Our need for credible science has never been more urgent. An extraordinary pandemic grips the world, racial tensions are surging, and political polarization is at historically high levels. Solving these social problems is a matter of life and death and the public needs to trust that scientists are trying to get it right.
Yet science has become politicized, and some worry that the liberal leanings of many academics biases research and makes it untrustworthy. In fact, an opinion article in the New York Times suggested that such liberal groupthink might help explain why scientific results sometimes don’t replicate.
The worry is that a politically homogenous group of scientists are prone to produce biased research and would overlook flawed results simply because the findings align with their own political worldview. With nobody to catch blind spots, such political bias could result in the publishing of shoddy science that is not replicable.
We decided to put this theory to the test within our own field of psychology—a field whose findings can have direct political implications. At a time when an understanding of human social behavior (e.g., mask-wearing, physical distancing) is sorely needed, does partisan groupthink trump truth?
In a recent paper in the journal Perspectives on Psychological Science, we analyzed nearly 200 studies in psychology (which included over 1.3 million participants) to see if politics might have influenced the research. Each study in our analysis had been conducted by one group of scientists and replicated several years later by a different research team to see if they produced the same result—the gold standard of science. This allowed us to see if liberal (or conservative) findings in psychology were more or less likely to replicate.
To determine the political slant of each study, we asked people to read the abstract from the original research and judge which political side (if any) the findings seemed to support. For example, for some, a study reporting racial discrimination against Black Americans might be deemed consistent with a liberal worldview, whereas a study finding that prayer is beneficial for family unity might be deemed consistent with a conservative worldview. Importantly, we asked a politically diverse group of experts and layfolk to code each study, including liberals, moderates and conservatives. This allowed us to see if people with different political backgrounds were seeing the same science differently. We then analyzed whether the political slant of the original research was related to whether the results were successfully replicated.
Of course, we expected that our own work could be subject to accusations of bias. We knew that no matter how the results turned out, someone would call foul. After all, that is how political bias works. Thankfully, modern science offers a solution for this problem: we preregistered our analysis plan before we ever touched the data and put together a team of scientific rivals who had different expectations about what we might find. This would increase our transparency and help avoid groupthink ourselves.
To the surprise of many of our colleagues, we did not find evidence of political bias.
Liberal-leaning findings were just as likely to replicate as moderate or conservative-leaning findings. They were also just as strong when we looked at more objective measures of research quality, like the sample size and effect size observed in the original research.
In addition, while some research suggests a bias in how scientists cite papers, our large scale and systematic analysis found that liberal-leaning findings were as likely to be cited in the scientific literature as well as discussed online or in the media as conservative-leaning findings (providing evidence against claims of liberal bias in the media).
In other words, we found no serious evidence of a liberal (or conservative) bias with respect to replicability, quality or impact of the research.
Of course, this doesn’t mean that science is completely bias-free—few human endeavors are, and it might depend on how one defines “bias”. But our study suggest that political bias may not plague psychological science to the extent that it dominates many other domains of society.
In a world full of partisan bias, why didn’t we see the same pattern in psychology research?
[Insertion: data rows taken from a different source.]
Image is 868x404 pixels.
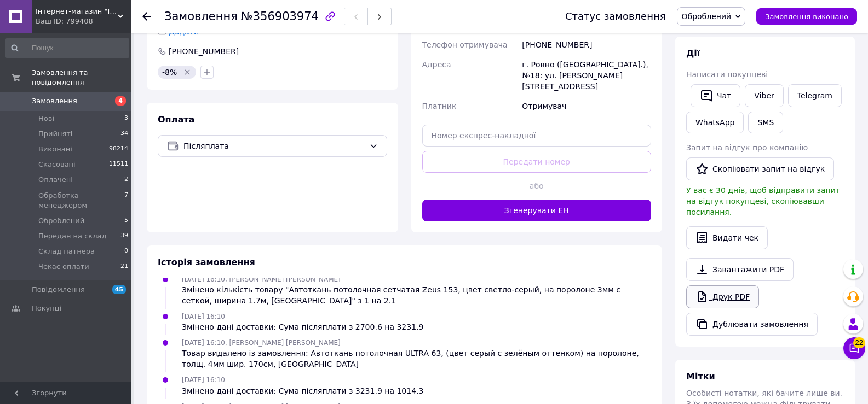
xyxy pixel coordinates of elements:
span: [DATE] 16:10 [182,376,225,384]
span: Післяплата [183,140,364,152]
div: Ваш ID: 799408 [36,16,132,26]
span: Склад патнера [38,247,95,256]
span: 45 [112,284,126,294]
div: Статус замовлення [565,11,665,22]
span: 3 [124,114,128,124]
span: 0 [124,247,128,256]
div: Отримувач [519,97,653,116]
span: Передан на склад [38,231,106,241]
a: Друк PDF [686,285,759,308]
div: [PHONE_NUMBER] [168,46,239,57]
span: Повідомлення [32,284,85,295]
button: Замовлення виконано [756,9,857,25]
span: Запит на відгук про компанію [686,143,807,152]
button: Скопіювати запит на відгук [686,157,834,180]
span: Замовлення виконано [765,13,848,20]
span: Скасовані [38,160,75,169]
span: 4 [115,97,126,106]
span: Оброблений [38,216,85,225]
span: -8% [162,67,177,77]
a: WhatsApp [686,112,743,133]
span: №356903974 [241,10,319,23]
span: 11511 [109,160,128,169]
span: Оброблений [682,12,731,20]
div: [PHONE_NUMBER] [519,35,653,55]
span: 2 [124,175,128,184]
span: Історія замовлення [157,257,255,267]
span: Обработка менеджером [38,190,124,210]
span: Мітки [686,372,715,382]
span: 5 [124,216,128,225]
span: Додати [168,27,198,36]
span: [DATE] 16:10, [PERSON_NAME] [PERSON_NAME] [182,339,340,347]
span: [DATE] 16:10, [PERSON_NAME] [PERSON_NAME] [182,276,340,284]
span: Виконані [38,144,72,155]
span: Оплата [157,114,194,125]
input: Номер експрес-накладної [422,125,652,147]
div: Повернутися назад [142,11,151,22]
span: 39 [121,231,128,241]
span: Телефон отримувача [422,40,507,50]
span: Інтернет-магазин "Ізолон-Вест" [36,7,118,16]
button: Чат [690,85,740,107]
span: 98214 [109,144,128,155]
button: Дублювати замовлення [686,313,818,336]
input: Пошук [5,38,129,58]
button: Видати чек [686,226,767,249]
span: Прийняті [38,129,72,139]
span: Написати покупцеві [686,70,767,79]
span: 7 [124,190,128,210]
span: Дії [686,48,700,58]
div: Змінено кількість товару "Автоткань потолочная сетчатая Zeus 153, цвет светло-серый, на поролоне ... [182,284,651,306]
button: Чат з покупцем22 [843,337,865,360]
span: Платник [422,102,457,110]
span: Замовлення та повідомлення [32,67,132,87]
button: SMS [747,112,782,133]
span: У вас є 30 днів, щоб відправити запит на відгук покупцеві, скопіювавши посилання. [686,186,840,216]
span: 34 [121,129,128,139]
span: Адреса [422,60,451,69]
span: Оплачені [38,175,73,184]
span: 22 [853,337,865,348]
span: Замовлення [164,10,238,23]
div: Змінено дані доставки: Сума післяплати з 3231.9 на 1014.3 [182,385,423,396]
svg: Видалити мітку [183,67,192,77]
div: г. Ровно ([GEOGRAPHIC_DATA].), №18: ул. [PERSON_NAME][STREET_ADDRESS] [519,55,653,97]
a: Завантажити PDF [686,258,794,281]
span: [DATE] 16:10 [182,313,225,320]
div: Змінено дані доставки: Сума післяплати з 2700.6 на 3231.9 [182,321,423,332]
span: Нові [38,114,54,124]
span: Покупці [32,303,62,313]
div: Товар видалено із замовлення: Автоткань потолочная ULTRA 63, (цвет серый с зелёным оттенком) на п... [182,348,651,370]
span: або [525,180,548,191]
span: Замовлення [32,97,77,106]
a: Viber [745,85,782,107]
a: Telegram [788,85,841,107]
span: Чекає оплати [38,262,89,272]
button: Згенерувати ЕН [422,200,652,221]
span: 21 [121,262,128,272]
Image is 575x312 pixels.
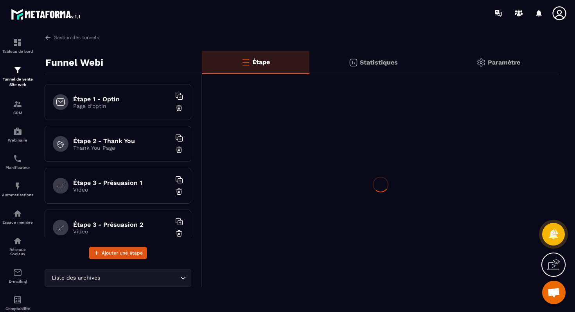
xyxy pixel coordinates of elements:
a: Gestion des tunnels [45,34,99,41]
img: logo [11,7,81,21]
a: automationsautomationsAutomatisations [2,176,33,203]
a: social-networksocial-networkRéseaux Sociaux [2,230,33,262]
p: Webinaire [2,138,33,142]
img: email [13,268,22,277]
a: automationsautomationsWebinaire [2,121,33,148]
img: setting-gr.5f69749f.svg [476,58,486,67]
p: Video [73,228,171,235]
img: formation [13,38,22,47]
img: automations [13,209,22,218]
span: Liste des archives [50,274,102,282]
p: Thank You Page [73,145,171,151]
img: trash [175,188,183,196]
img: formation [13,99,22,109]
p: Comptabilité [2,307,33,311]
input: Search for option [102,274,178,282]
img: stats.20deebd0.svg [348,58,358,67]
p: Tunnel de vente Site web [2,77,33,88]
h6: Étape 3 - Présuasion 1 [73,179,171,187]
img: website_grey.svg [13,20,19,27]
p: CRM [2,111,33,115]
img: accountant [13,295,22,305]
div: Domaine [40,46,60,51]
img: automations [13,181,22,191]
a: emailemailE-mailing [2,262,33,289]
div: Domaine: [DOMAIN_NAME] [20,20,88,27]
p: Statistiques [360,59,398,66]
h6: Étape 1 - Optin [73,95,171,103]
p: Réseaux Sociaux [2,248,33,256]
h6: Étape 3 - Présuasion 2 [73,221,171,228]
p: Tableau de bord [2,49,33,54]
div: v 4.0.25 [22,13,38,19]
p: Espace membre [2,220,33,224]
p: E-mailing [2,279,33,283]
div: Search for option [45,269,191,287]
img: scheduler [13,154,22,163]
button: Ajouter une étape [89,247,147,259]
p: Video [73,187,171,193]
div: Mots-clés [97,46,120,51]
a: formationformationTunnel de vente Site web [2,59,33,93]
div: Ouvrir le chat [542,281,565,304]
a: automationsautomationsEspace membre [2,203,33,230]
span: Ajouter une étape [102,249,143,257]
img: bars-o.4a397970.svg [241,57,250,67]
p: Automatisations [2,193,33,197]
img: automations [13,127,22,136]
h6: Étape 2 - Thank You [73,137,171,145]
img: trash [175,230,183,237]
p: Planificateur [2,165,33,170]
p: Page d'optin [73,103,171,109]
p: Funnel Webi [45,55,103,70]
img: trash [175,146,183,154]
img: logo_orange.svg [13,13,19,19]
a: formationformationCRM [2,93,33,121]
img: social-network [13,236,22,246]
p: Paramètre [488,59,520,66]
img: tab_keywords_by_traffic_grey.svg [89,45,95,52]
a: formationformationTableau de bord [2,32,33,59]
p: Étape [252,58,270,66]
img: formation [13,65,22,75]
img: arrow [45,34,52,41]
img: trash [175,104,183,112]
img: tab_domain_overview_orange.svg [32,45,38,52]
a: schedulerschedulerPlanificateur [2,148,33,176]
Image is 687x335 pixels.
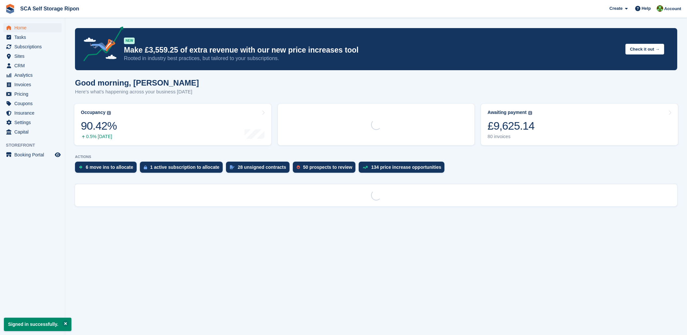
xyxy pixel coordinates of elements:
[3,89,62,99] a: menu
[3,70,62,80] a: menu
[54,151,62,159] a: Preview store
[86,164,133,170] div: 6 move ins to allocate
[75,155,678,159] p: ACTIONS
[14,33,54,42] span: Tasks
[14,70,54,80] span: Analytics
[293,162,359,176] a: 50 prospects to review
[238,164,286,170] div: 28 unsigned contracts
[3,150,62,159] a: menu
[14,89,54,99] span: Pricing
[481,104,678,145] a: Awaiting payment £9,625.14 80 invoices
[81,134,117,139] div: 0.5% [DATE]
[14,52,54,61] span: Sites
[79,165,83,169] img: move_ins_to_allocate_icon-fdf77a2bb77ea45bf5b3d319d69a93e2d87916cf1d5bf7949dd705db3b84f3ca.svg
[14,108,54,117] span: Insurance
[3,127,62,136] a: menu
[14,42,54,51] span: Subscriptions
[665,6,682,12] span: Account
[297,165,300,169] img: prospect-51fa495bee0391a8d652442698ab0144808aea92771e9ea1ae160a38d050c398.svg
[359,162,448,176] a: 134 price increase opportunities
[144,165,147,169] img: active_subscription_to_allocate_icon-d502201f5373d7db506a760aba3b589e785aa758c864c3986d89f69b8ff3...
[657,5,664,12] img: Kelly Neesham
[75,162,140,176] a: 6 move ins to allocate
[124,38,135,44] div: NEW
[610,5,623,12] span: Create
[3,33,62,42] a: menu
[18,3,82,14] a: SCA Self Storage Ripon
[81,110,105,115] div: Occupancy
[626,44,665,54] button: Check it out →
[107,111,111,115] img: icon-info-grey-7440780725fd019a000dd9b08b2336e03edf1995a4989e88bcd33f0948082b44.svg
[124,55,621,62] p: Rooted in industry best practices, but tailored to your subscriptions.
[642,5,651,12] span: Help
[3,52,62,61] a: menu
[6,142,65,148] span: Storefront
[14,127,54,136] span: Capital
[488,134,535,139] div: 80 invoices
[3,108,62,117] a: menu
[3,99,62,108] a: menu
[529,111,533,115] img: icon-info-grey-7440780725fd019a000dd9b08b2336e03edf1995a4989e88bcd33f0948082b44.svg
[4,317,71,331] p: Signed in successfully.
[140,162,226,176] a: 1 active subscription to allocate
[226,162,293,176] a: 28 unsigned contracts
[124,45,621,55] p: Make £3,559.25 of extra revenue with our new price increases tool
[488,110,527,115] div: Awaiting payment
[75,78,199,87] h1: Good morning, [PERSON_NAME]
[14,80,54,89] span: Invoices
[3,80,62,89] a: menu
[81,119,117,132] div: 90.42%
[14,99,54,108] span: Coupons
[3,61,62,70] a: menu
[14,61,54,70] span: CRM
[3,42,62,51] a: menu
[371,164,441,170] div: 134 price increase opportunities
[363,166,368,169] img: price_increase_opportunities-93ffe204e8149a01c8c9dc8f82e8f89637d9d84a8eef4429ea346261dce0b2c0.svg
[74,104,271,145] a: Occupancy 90.42% 0.5% [DATE]
[14,23,54,32] span: Home
[3,118,62,127] a: menu
[75,88,199,96] p: Here's what's happening across your business [DATE]
[303,164,353,170] div: 50 prospects to review
[488,119,535,132] div: £9,625.14
[5,4,15,14] img: stora-icon-8386f47178a22dfd0bd8f6a31ec36ba5ce8667c1dd55bd0f319d3a0aa187defe.svg
[150,164,220,170] div: 1 active subscription to allocate
[3,23,62,32] a: menu
[78,26,124,64] img: price-adjustments-announcement-icon-8257ccfd72463d97f412b2fc003d46551f7dbcb40ab6d574587a9cd5c0d94...
[14,118,54,127] span: Settings
[230,165,235,169] img: contract_signature_icon-13c848040528278c33f63329250d36e43548de30e8caae1d1a13099fd9432cc5.svg
[14,150,54,159] span: Booking Portal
We think there are a few important aspects of science that might provide valuable lessons for other organizations that are trying to root out bias. First, many scientists are more focused on seeking out new discoveries, or testing theories at work, than on advancing an explicit political agenda. That’s often why they got into science in the first place.
It’s also possible that scientists are motivated more by the opportunity to publish their work and earn tenure, promotion and reputational benefits. The old saying “publish or perish” likely motivates scientists more in their day-to-day work than the partisan debates that dominate the headlines.
But more importantly, the peer-review process that pervades science is almost perfectly engineered to root out groupthink. Groupthink tends to occur when people are sitting in a room under pressure to go along with a powerful or charismatic leader. But publication requires an impartial editor to send the paper to several different experts who anonymously review the paper and who are free to submit their own opinions without any pressure from the authors or the editor. In fact, they often don’t even know who the authors are—a process known as double-blind review. Moreover, these independent reviewers often highlight different strengths and weaknesses of a paper, suggesting a diversity of views among reviewers.
Peer review is often mocked by scientists because the reviewers see different strengths and weakness. One reviewer might love the paper, another sees a fatal flaw, and yet a third wants you to run another study. This lack of coherence is often seen as a bug in the process. But in terms of rooting out groupthink it’s a key feature.
These are the exact kinds of practices that many organizations or companies could implement to help ensure that partisan groupthink doesn’t penetrate collective decision making. Psychological science—and perhaps research organizations in other fields—should focus far more on good research practices and reward structures than on the politics of researchers. That might be the best strategy for rooting out bias, ensuring the strength of our scientific research.